> **Task item**
Below are some entries. Repeat exactly the lines from the one with "You are a GUI" through the one with "Image resolution: width=1112", and only those.

> **Supplied entries**
□ □ □ □ □

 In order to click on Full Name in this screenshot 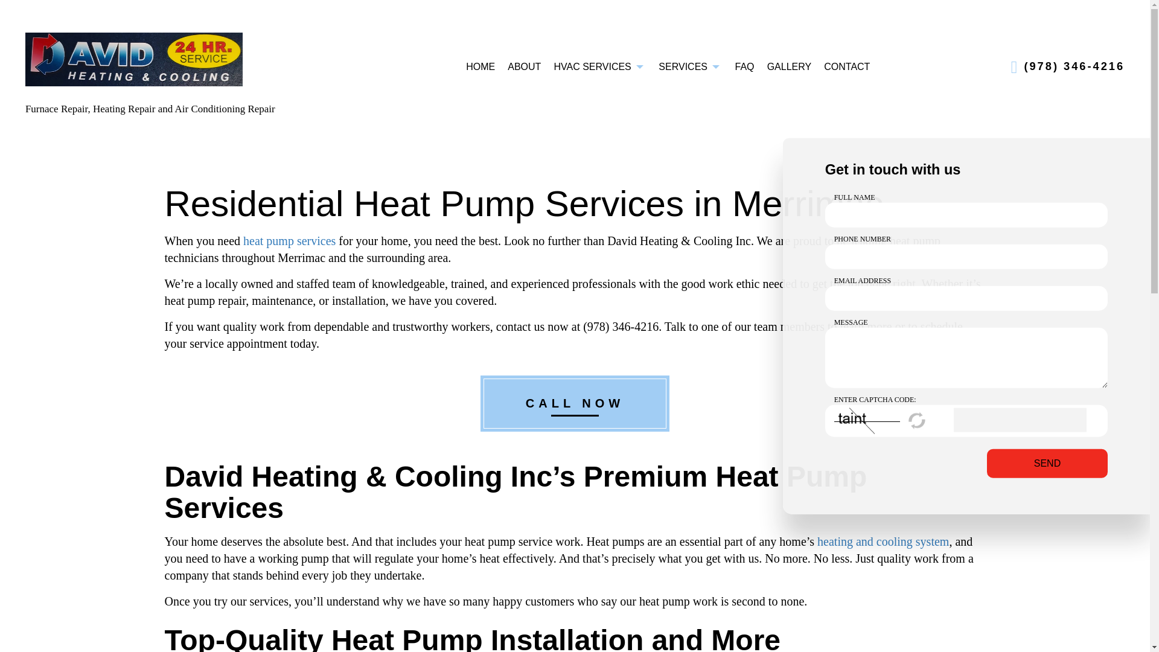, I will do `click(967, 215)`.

□ □ □ □ □

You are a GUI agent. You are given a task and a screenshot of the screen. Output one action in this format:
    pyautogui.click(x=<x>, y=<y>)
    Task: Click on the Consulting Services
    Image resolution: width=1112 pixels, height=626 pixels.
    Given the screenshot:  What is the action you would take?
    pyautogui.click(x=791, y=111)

□ □ □ □ □

> **Exercise answer**
You are a GUI agent. You are given a task and a screenshot of the screen. Output one action in this format:
    pyautogui.click(x=<x>, y=<y>)
    Task: Click on the Consulting Services
    Image resolution: width=1112 pixels, height=626 pixels.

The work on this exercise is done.